Your task:
Return only these lines: the one that contains "Task: Click on the svg-text: LINE" and every line after it through the end of the listing, exactly, without pictures.

Materials provided:
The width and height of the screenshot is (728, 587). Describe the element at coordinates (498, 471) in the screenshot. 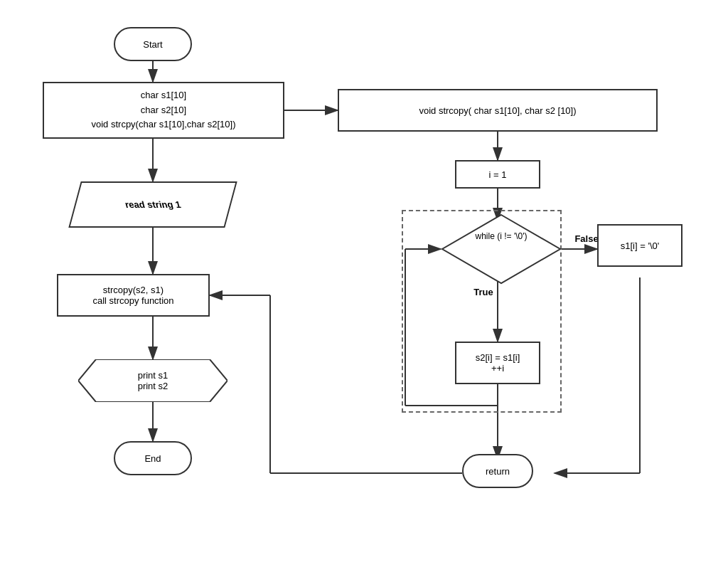

I see `return-label: return` at that location.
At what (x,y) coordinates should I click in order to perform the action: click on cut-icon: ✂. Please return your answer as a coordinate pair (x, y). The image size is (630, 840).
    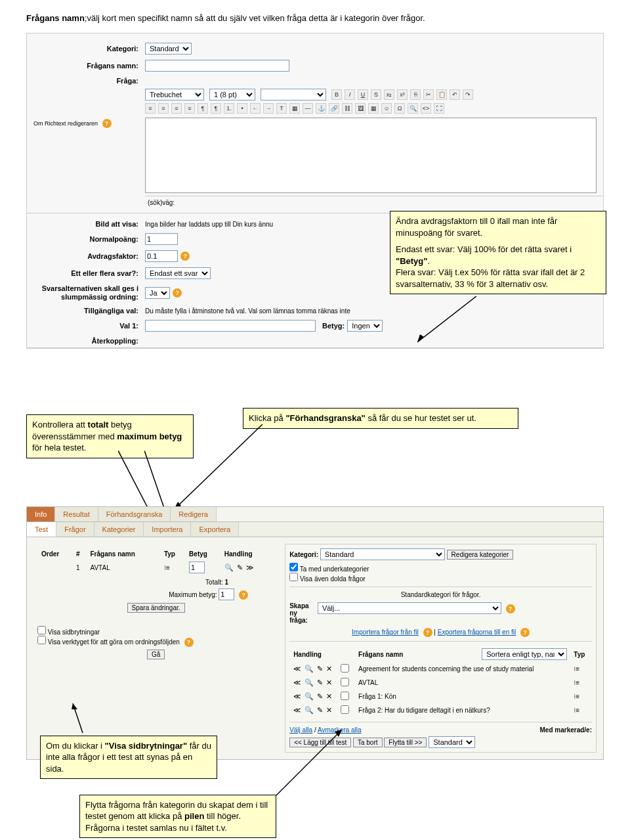
    Looking at the image, I should click on (429, 95).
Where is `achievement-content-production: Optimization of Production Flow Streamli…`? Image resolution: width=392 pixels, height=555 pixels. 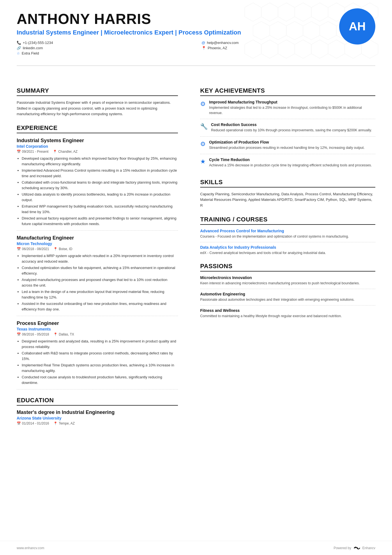 achievement-content-production: Optimization of Production Flow Streamli… is located at coordinates (287, 145).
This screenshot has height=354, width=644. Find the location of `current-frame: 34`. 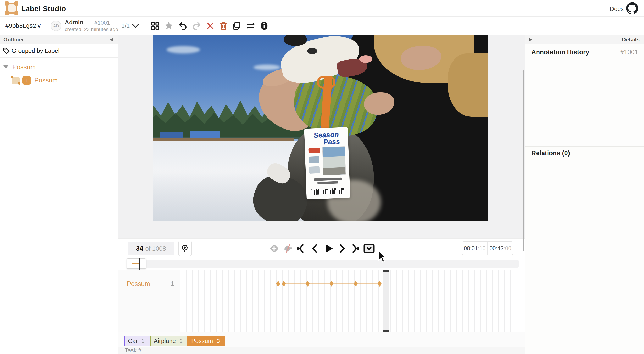

current-frame: 34 is located at coordinates (140, 249).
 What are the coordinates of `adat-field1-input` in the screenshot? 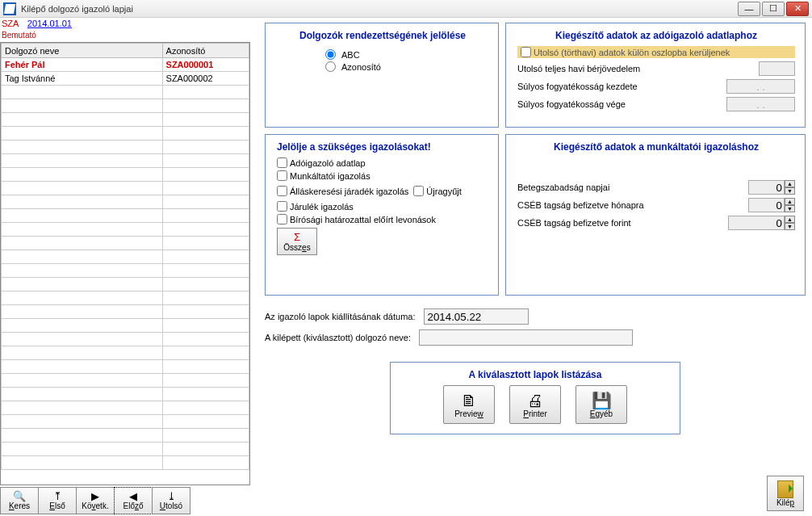 It's located at (776, 69).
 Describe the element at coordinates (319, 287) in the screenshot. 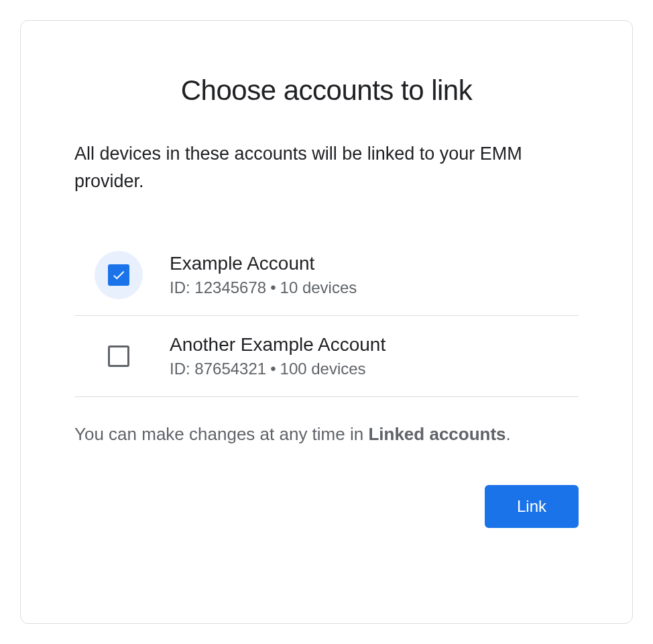

I see `account-devices: 10 devices` at that location.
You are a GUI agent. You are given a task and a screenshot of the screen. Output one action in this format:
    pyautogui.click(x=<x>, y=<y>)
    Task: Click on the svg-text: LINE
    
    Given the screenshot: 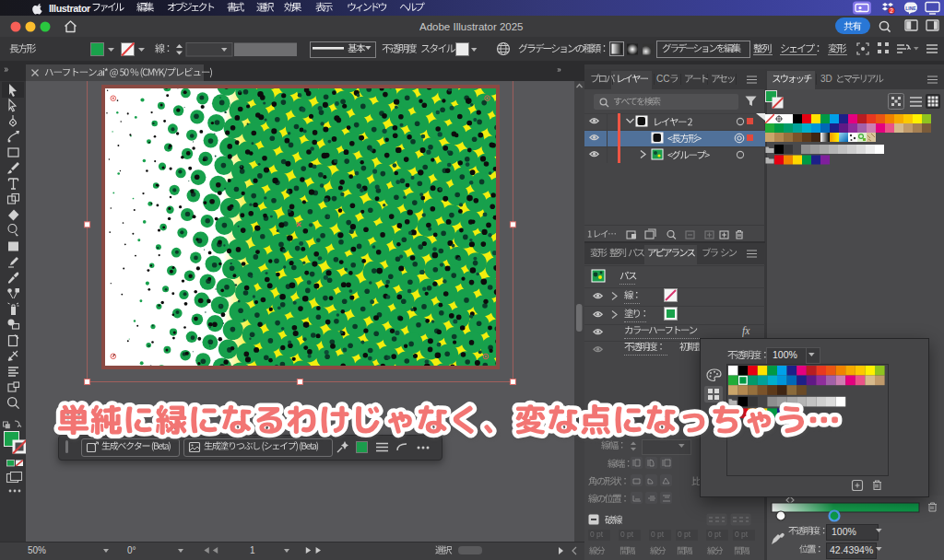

Exercise result:
    Task: Click on the svg-text: LINE
    
    Given the screenshot: 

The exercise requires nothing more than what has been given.